Hyperganic, which had been mostly bootstrapped until now, was still pre-revenue when the Covid-19 pandemic hit. The company, like the Leap 71 business Kasyer went on to co-found with Josefine Lissner, was working to usher in an era of computational engineering, deducing that current design practices were not the solution to the modern world’s mounting engineering challenges.

It was a project that Kayser knew would take time, even before the onset of a global pandemic. By March 2020, nobody was in a rush to take the kind of risk a transformation to one’s design practices entails.
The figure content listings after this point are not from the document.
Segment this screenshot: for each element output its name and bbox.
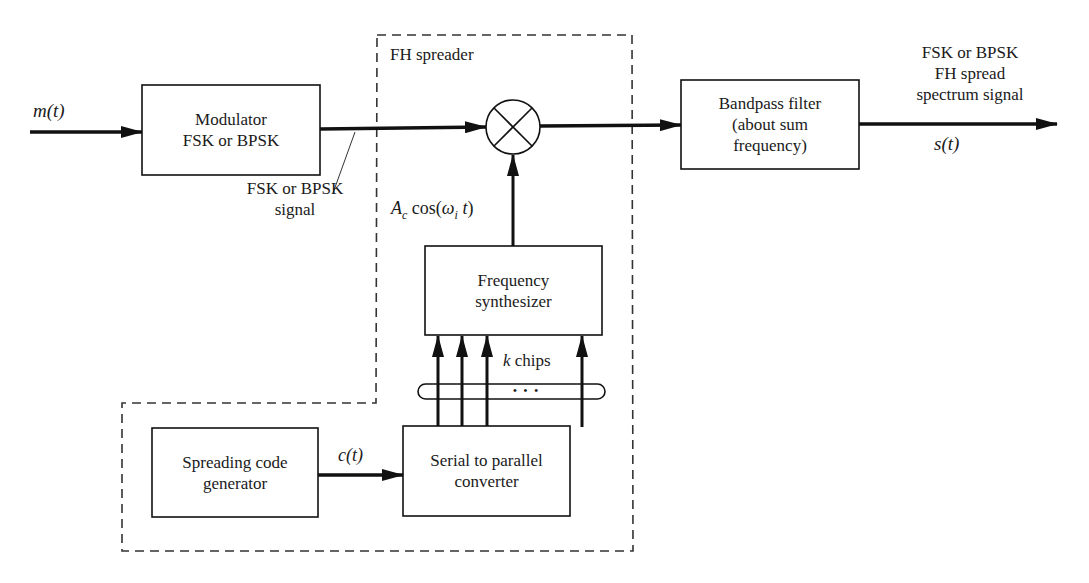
carrier-label: Ac cos(ωi t)	[391, 198, 473, 226]
input-signal-label: m(t)	[33, 100, 65, 121]
code-signal-label: c(t)	[338, 445, 363, 466]
frequency-synthesizer-label: Frequency synthesizer	[425, 246, 602, 335]
carrier-cos: cos(	[407, 198, 442, 218]
modulator-output-label: FSK or BPSK signal	[230, 178, 360, 220]
spreading-code-generator-label: Spreading code generator	[152, 428, 318, 517]
scg-line1: Spreading code	[182, 452, 287, 473]
modulator-output-label-line2: signal	[230, 199, 360, 220]
mixer-output-arrow	[540, 125, 681, 126]
bus-label: k chips	[503, 350, 551, 371]
synth-line1: Frequency	[478, 270, 550, 291]
s2p-line2: converter	[454, 471, 518, 492]
modulator-label-line1: Modulator	[195, 109, 267, 130]
output-title-line3: spectrum signal	[880, 84, 1060, 105]
carrier-close: )	[467, 198, 473, 218]
bpf-line2: (about sum	[732, 114, 808, 135]
s2p-line1: Serial to parallel	[430, 450, 542, 471]
bus-ellipsis: • • •	[513, 380, 540, 401]
mixer-icon	[486, 100, 540, 154]
carrier-t: t	[458, 198, 468, 218]
modulated-signal-arrow	[320, 127, 486, 129]
modulator-output-label-line1: FSK or BPSK	[230, 178, 360, 199]
output-title-line2: FH spread	[880, 63, 1060, 84]
bpf-line3: frequency)	[733, 135, 807, 156]
output-signal-label: s(t)	[934, 133, 959, 154]
output-title-label: FSK or BPSK FH spread spectrum signal	[880, 42, 1060, 105]
chip-bus-oval	[418, 384, 605, 399]
bpf-line1: Bandpass filter	[719, 93, 821, 114]
output-title-line1: FSK or BPSK	[880, 42, 1060, 63]
bus-label-k: k	[503, 351, 511, 370]
scg-line2: generator	[203, 473, 267, 494]
modulator-label-line2: FSK or BPSK	[183, 130, 279, 151]
bandpass-filter-label: Bandpass filter (about sum frequency)	[681, 80, 859, 169]
carrier-amplitude: A	[391, 198, 402, 218]
carrier-omega: ω	[442, 198, 455, 218]
modulator-label: Modulator FSK or BPSK	[142, 85, 320, 175]
serial-to-parallel-label: Serial to parallel converter	[403, 426, 570, 516]
bus-label-chips: chips	[511, 351, 551, 370]
synth-line2: synthesizer	[475, 291, 551, 312]
fh-spreader-label: FH spreader	[390, 44, 474, 65]
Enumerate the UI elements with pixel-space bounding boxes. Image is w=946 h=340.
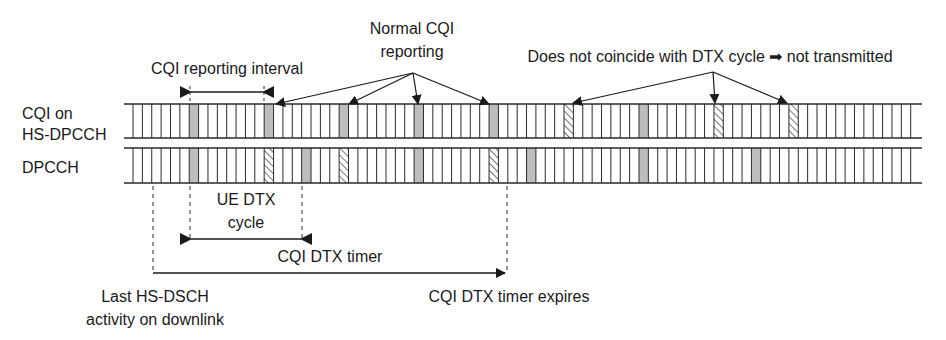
cqi-transmitted-cell <box>189 104 198 138</box>
dpcch-hatched-cell <box>339 148 348 183</box>
not-transmitted-label: Does not coincide with DTX cycle ➡ not t… <box>527 48 892 65</box>
row-labels: CQI on HS-DPCCH DPCCH <box>22 105 106 176</box>
dpcch-transmitted-cell <box>414 148 423 183</box>
timer-expires-label: CQI DTX timer expires <box>429 288 590 305</box>
cqi-transmitted-cell <box>414 104 423 138</box>
dpcch-transmitted-cell <box>751 148 760 183</box>
cqi-reporting-interval-label: CQI reporting interval <box>151 60 303 77</box>
cqi-dtx-timer-annotation: CQI DTX timer <box>153 248 505 273</box>
dpcch-transmitted-cell <box>639 148 648 183</box>
cqi-hatched-cell <box>714 104 723 138</box>
cqi-row-label-line1: CQI on <box>22 105 73 122</box>
dpcch-hatched-cell <box>264 148 273 183</box>
cqi-hs-dpcch-strip <box>124 104 922 138</box>
cqi-dtx-timer-label: CQI DTX timer <box>278 248 384 265</box>
last-activity-label-line1: Last HS-DSCH <box>101 288 209 305</box>
cqi-reporting-interval-annotation: CQI reporting interval <box>151 60 303 104</box>
ue-dtx-label-line1: UE DTX <box>217 191 276 208</box>
cqi-transmitted-cell <box>489 104 498 138</box>
dpcch-hatched-cell <box>489 148 498 183</box>
dpcch-transmitted-cell <box>302 148 311 183</box>
cqi-transmitted-cell <box>639 104 648 138</box>
normal-cqi-label-line2: reporting <box>380 43 443 60</box>
ue-dtx-cycle-annotation: UE DTX cycle <box>191 191 301 239</box>
normal-cqi-label-line1: Normal CQI <box>370 20 454 37</box>
cqi-transmitted-cell <box>339 104 348 138</box>
dpcch-strip <box>124 148 922 183</box>
bottom-captions: Last HS-DSCH activity on downlink CQI DT… <box>86 288 589 328</box>
dpcch-transmitted-cell <box>527 148 536 183</box>
ue-dtx-label-line2: cycle <box>228 214 265 231</box>
cqi-transmitted-cell <box>264 104 273 138</box>
cqi-hatched-cell <box>564 104 573 138</box>
not-transmitted-annotation: Does not coincide with DTX cycle ➡ not t… <box>527 48 892 103</box>
dpcch-transmitted-cell <box>189 148 198 183</box>
cqi-row-label-line2: HS-DPCCH <box>22 126 106 143</box>
normal-cqi-reporting-annotation: Normal CQI reporting <box>276 20 489 104</box>
dpcch-row-label: DPCCH <box>22 159 79 176</box>
last-activity-label-line2: activity on downlink <box>86 311 225 328</box>
cqi-hatched-cell <box>789 104 798 138</box>
cqi-dtx-diagram: CQI on HS-DPCCH DPCCH CQI reporting inte… <box>0 0 946 340</box>
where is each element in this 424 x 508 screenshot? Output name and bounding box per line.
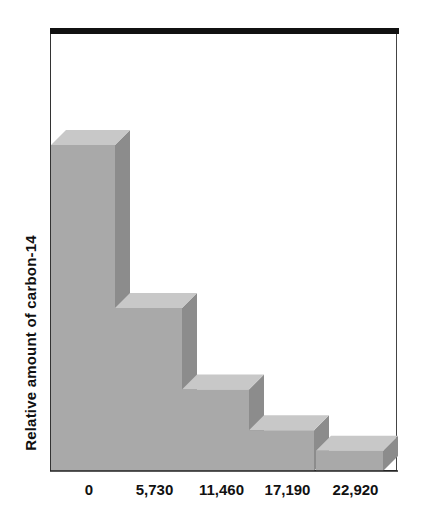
x-tick-label: 17,190 bbox=[265, 481, 311, 498]
bar-front-face bbox=[316, 451, 383, 471]
x-tick-label: 11,460 bbox=[199, 481, 244, 498]
bar-front-face bbox=[182, 390, 249, 472]
x-tick-label: 5,730 bbox=[136, 481, 174, 498]
x-tick-label: 22,920 bbox=[333, 481, 379, 498]
carbon-14-decay-chart: Relative amount of carbon-14 05,73011,46… bbox=[0, 0, 424, 508]
bar-front-face bbox=[51, 145, 115, 471]
x-tick-label: 0 bbox=[85, 481, 93, 498]
y-axis-label: Relative amount of carbon-14 bbox=[22, 235, 39, 451]
bars-layer bbox=[0, 0, 424, 508]
bar-4 bbox=[316, 436, 398, 471]
bar-front-face bbox=[115, 308, 182, 471]
bar-front-face bbox=[249, 430, 314, 471]
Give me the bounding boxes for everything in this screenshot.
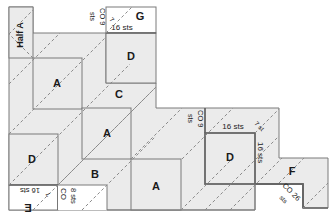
d-sts-label: sts — [187, 114, 194, 123]
g-co-label: CO 9 — [98, 8, 107, 26]
label-a2: A — [103, 127, 111, 139]
label-b: B — [91, 168, 99, 180]
d-height-label: 16 sts — [256, 142, 265, 163]
label-c: C — [115, 88, 123, 100]
e-eight-label: 8 sts — [69, 188, 78, 204]
g-width-label: 16 sts — [111, 23, 132, 32]
label-d-left: D — [28, 153, 36, 165]
e-co-label: CO — [59, 188, 68, 200]
e-width-label: 16 sts — [20, 186, 40, 195]
label-e: E — [24, 202, 31, 214]
label-f: F — [289, 165, 296, 177]
label-g: G — [136, 10, 145, 22]
label-half-a: Half A — [15, 22, 25, 48]
label-a1: A — [53, 77, 61, 89]
d-width-label: 16 sts — [222, 122, 243, 131]
label-d-right: D — [226, 151, 234, 163]
knitting-schematic: Half A A A A B C D D D E F G CO 9 sts 7 … — [0, 0, 336, 217]
label-a3: A — [152, 180, 160, 192]
label-d-top: D — [127, 50, 135, 62]
g-sts-label: sts — [89, 12, 96, 21]
d-co-label: CO 9 — [196, 110, 205, 128]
Patience was required for the fulfilment of this vision, but all of a sudden, urgency was required to keep the lights on.

In 2021, Kayser procured investment from some existing acquaintances in the venture capital world, with a decade-long horizon seeming to suit all parties. But a year and a half on, the landscape was vastly different. Most of the leading AM technology providers were still struggling to yield consistent profits, and those that boarded the SPAC hype train during the Covid years were given a reality check. Hyperganic, meanwhile, had increased the size of its team fivefold following the investment and was still some years away from bringing in the revenue to sustain itself.

When patience was needed, it could not be found. The investors, Kayser says, wanted Hyperganic to pivot, positioning its computational software offering as a latticing solution. Kayser and CTO Michael Gallo believed in sticking to the long-term vision. A product, allowing users to make a start with computational engineering, was on the market; an aerospike engine had been developed with EOS; and it had secured an agreement with a Middle Eastern company to develop more efficient air conditioning systems.

“Fundamentally,” Kayser argues, “there was nothing wrong with what we were doing, but it was also clear that this would not create a profitable company next year. Otherwise, I wouldn’t have taken VC investment.”

A compromise could not be found, and Kayser and Gallo departed in March 2023; the former setting up Leap 71 with Lissner, and the latter retiring. Hyperganic did pursue the lattice solution offering, but it was not enough to prevent the company from encountering financial difficulty. TCT has been awaiting confirmation from Hyperganic all year, but it is understood that the company has all but ceased operations.

Though an isolated incident, the arc of Hyperganic serves as a cautionary tale. Investment can provide an entrepreneur with hope, it can fuel a company’s vision, but it can also redistribute influence and pull a long-term strategy apart.

For a time, it felt like additive manufacturing was the apple of the investment community’s eye. But since the pandemic, VC interest in the sector has waned.

In this Additive Insight Deep Dives newsletter, we explore the considerations both entities make during the investment procurement process, the ideal role of investors once they’ve injected cash, and whether the lack of investment now coming into the AM space is a good thing for the industry.